Actions to Address Longer-Term Crises:

  • Activate processes that are normally used for annual enterprise risk assessments, but focusing specifically on the risks associated with the return to normal business operations. As appropriate, differentiate between a partial return over an interim period and the final re-establishment of full business operations.
  • Engage senior leaders to determine if the pandemic has fundamentally changed the organization’s mission, vision and values, its enterprise-level strategic objectives, or its risk appetite. Align risk identification and analyses to any updates to these overarching concepts.
  • Provide guidance and standardized tools for risk officers to update the current enterprise risk profile, along with new entrants for consideration that are specific to the post-pandemic environment. Consider the full portfolio of risk types should be considered, including strategic, financial, operational, and compliance.  Particular consideration should be given to workforce-related risks given the massive disruption to the workforce as a result of the current crisis, as well as reputational risks that may otherwise be missed without proactive assessment.
  • Risk identification should include both top-down and bottom-up activities, with the CRO taking the lead to get input from senior leaders, while risk officers capture insights from across organizational business units. These efforts should be pre-planned and targeted to minimize disruption to current crisis response activities.
  • Aggregate the input received, create/update risk statements, assess the risks for likelihood and impact to assist prioritization, and prepare potential risk responses for leadership consideration.

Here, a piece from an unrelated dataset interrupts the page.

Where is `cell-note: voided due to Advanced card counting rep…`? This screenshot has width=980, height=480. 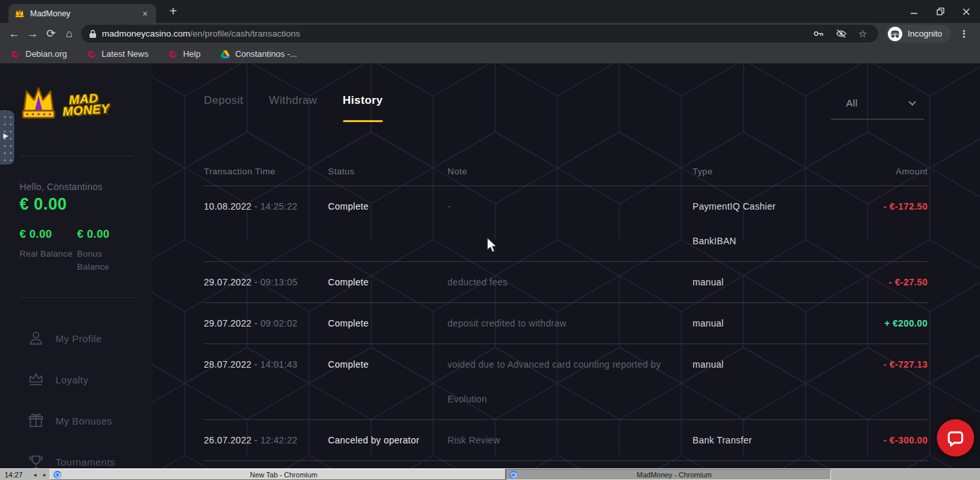 cell-note: voided due to Advanced card counting rep… is located at coordinates (570, 382).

  • As the nature of the pandemic evolves, this exercise should be ongoing and dynamic, perhaps including updates on a pre-defined cadence established by the CRO and senior leadership.
  • Update the enterprise risk profile based on the preceding activities and provide the results to the organization’s senior risk governance board.
  • Commit to working alongside business owners to provide advice on the effective implementation of risk responses as early as possible to reduce the likelihood of risk manifestation.
David Fisher is the risk solutions leader for Guidehouse. Previously, he served as the first chief risk officer at the Internal Revenue Service.